It seems that now spammers posts message
regarding the nes too.
Since that message from that new user (christineb1979), it felt fishy. Small message, just say "source code" and word "nes". It could have been some beginners that doesn't know how to ask things but just by the user name... I'm sorry to be too judgmental but with such a niche group, the chance that a user called that way is serious is quite low. And usually beginners just create their own threads so they can get more attention on that specific subject. My "heuristic" didn't fail me about spammers recently.
So what is the next step then to prevent link spam or any other kind of spam? Now content about the nes or code is not enough to be not classed as a spammer unless the content is quite specific about the issue (i.e. I want nes code is not specific). It's seems such an innocent mail but now that message will be indexed in search engines and nobody would have noticed at all unless someone else posted in that thread.
Do new users need to pass through ReCaptcha yet?
The spammers in question are human beings, commonly located in India or the Philippines (read: cheap labour regions). In the case of the referenced post, the individual came from a Philippines network.
These are actual companies with employees which traverse forums and other social environments, making accounts manually and then using advertising links in their posts -- or, they sell the username/password to a highest bidder who then uses it for nefarious purposes (usually spamming).
This whole "market" exists because of captchas -- it defeats their purpose entirely since the employees all speak English (which is also why/how they're able to post something that sounds "relevant" to the forum at hand).
On the Moderators section of this board, we (well, I) have been gradually banning all of of the network blocks as posts like the above arise. They have a *lot* of netblocks, solely due to the shady nature of their companies, so it takes time.
The only way to solve this problem is to turn the forum into register-only mode (meaning every new account made requires a human to review the application and accept or deny/ignore it) -- you know, like effectively what was done with the Wiki.
Welcome to the Internet in 2010.
The internet in 2010 sucks. Boooooooo. I'm just saying. ;-)
Maybe require all users to click on three screenshots of NES games which contain Mario out of 9 images. And of course you warp the images too.
What part of "these people read, write, and speak English" don't you understand? :D
Maybe Dwedit is a bot who doesn't read, write, and speak English.
Hi, i was at once in the greatness city for my Free Job where i enjoyed much of online gambling as it was very rewarding.
I was often specified that more than once i thought, though i loved the mountains and tried eagerly to affect the time in which, i was mislead into sad times. When my free job turned out to be so much more, i was fulfilled.
All agree with my free online job?
Free jobs for all, and jobs for free. I am interested in online gambling and i free jobs!
Feel free to talk sometimes with me, i will fill you in.
Apologies to tr1p1ea for plagiarizing his fake spam.

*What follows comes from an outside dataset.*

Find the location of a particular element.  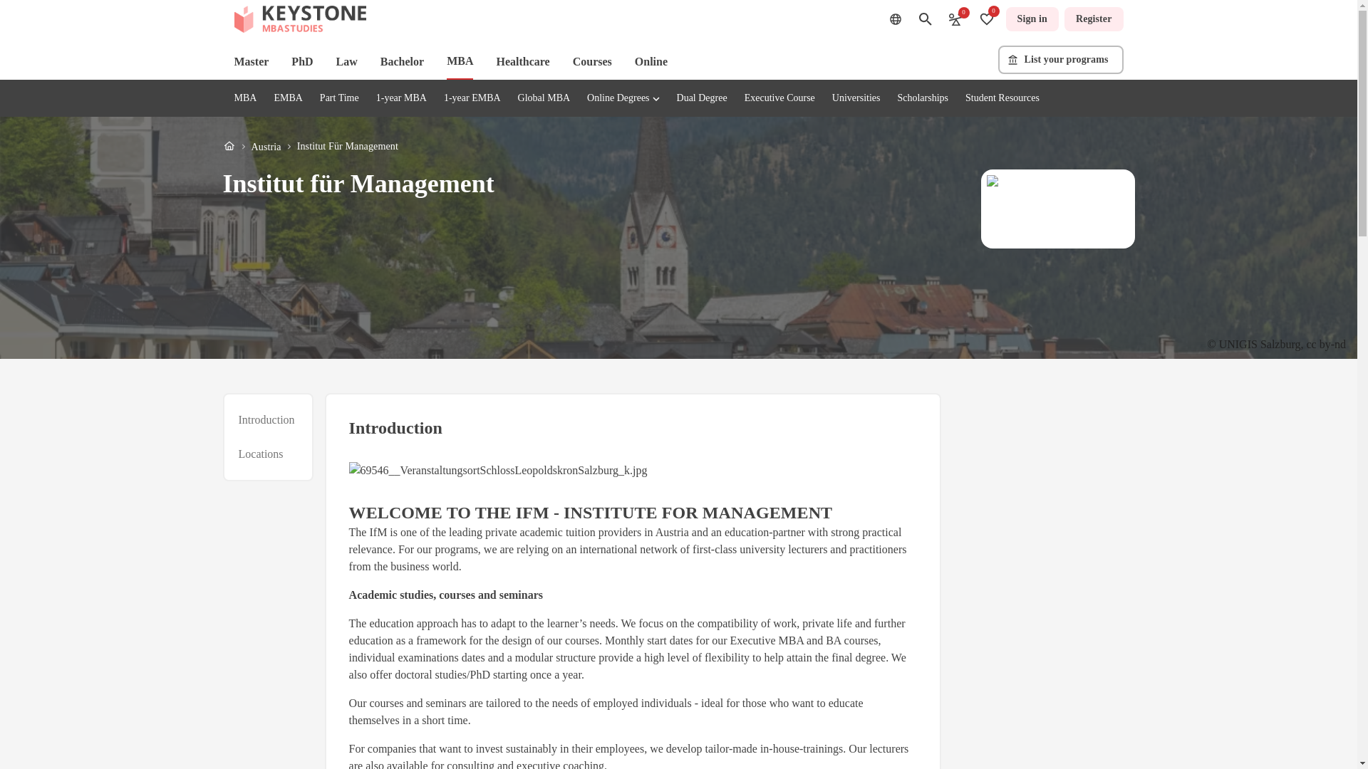

Sign in is located at coordinates (702, 97).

CATS: All your base are belong to us. You are on the way to destruction.
Captain:
Mmm, what you say !!
tepples wrote:
CATS: All your base are belong to us. You are on the way to destruction.!![/url]
Someone set us up the bomb!
By the Way, The spammers are temporarily gone, So for now ther is no need to implent a new layer of protection!
That is all!
Dwedit wrote:
Hi, i was at once in ...
This got me to LOL. :D Also made me think of "Free Steve Jobs!", and
Hey Mon; how many jobs you got? Only one job?

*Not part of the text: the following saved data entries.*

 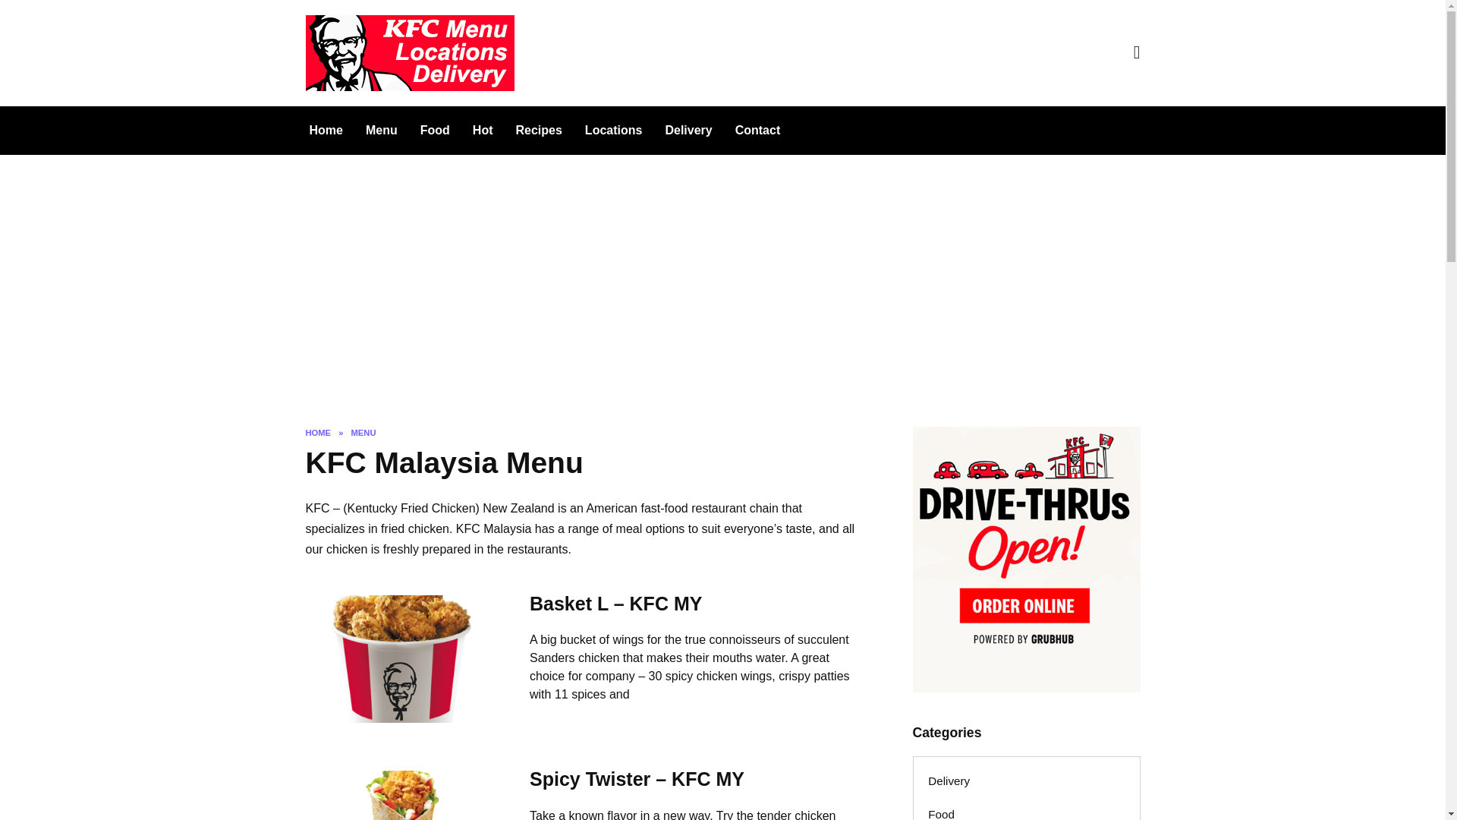 What do you see at coordinates (538, 131) in the screenshot?
I see `Recipes` at bounding box center [538, 131].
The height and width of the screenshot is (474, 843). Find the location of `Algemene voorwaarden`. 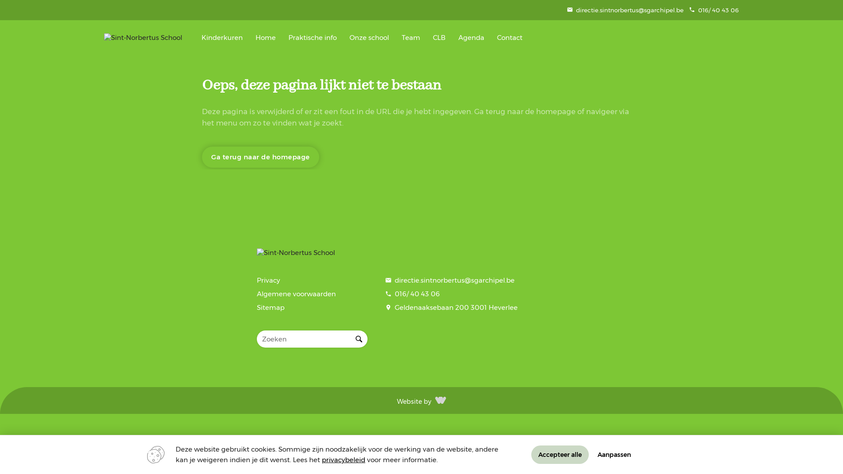

Algemene voorwaarden is located at coordinates (312, 297).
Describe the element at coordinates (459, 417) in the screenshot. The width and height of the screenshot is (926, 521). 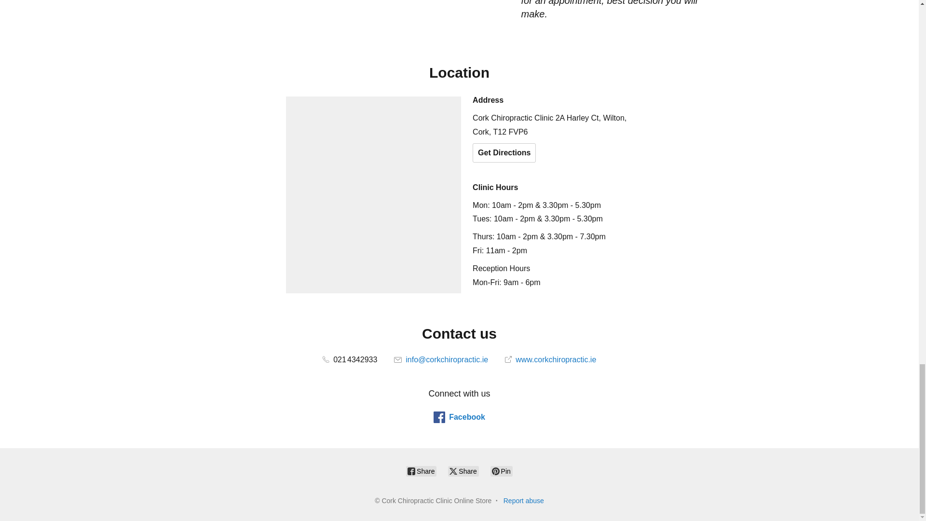
I see `Facebook` at that location.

I agree with , l hate spam!
[Three shopping links removed by MOD. Was this intended as irony?]
jonahlinn wrote:
I agree with , l hate spam!
I'll admit, this one actually made me laugh.
MOUAHAHAHAHAHA
Now we have smappers talking about spam.
So f**** retarded.
Yeah. They have a sense of humor too! (...) Made me laugh. Especially when you read the topic reason and that this spammer is the second time he came to the board (same avatar image twice).
My board also got hit by a spammer with that avatar.
Krebs on Security is running a
story about captchabot.com, the CAPTCHA-solving service used by one of the biggest spambotnets.
I wouldn't be surprised if it was easier for a computer to read a captcha to what is an human. I usually need a lot of tries to pass these things. Of course if there is human spammers this isn't going to do anything about them.
Computers have an easier time than humans at optical character recognition, but only if the glyphs are separated. That's why modern visual CAPTCHAs draw various geometry over the words, such as an XOR'd ellipse, and they push the
letter spacing closer, so that the glyphs overlap.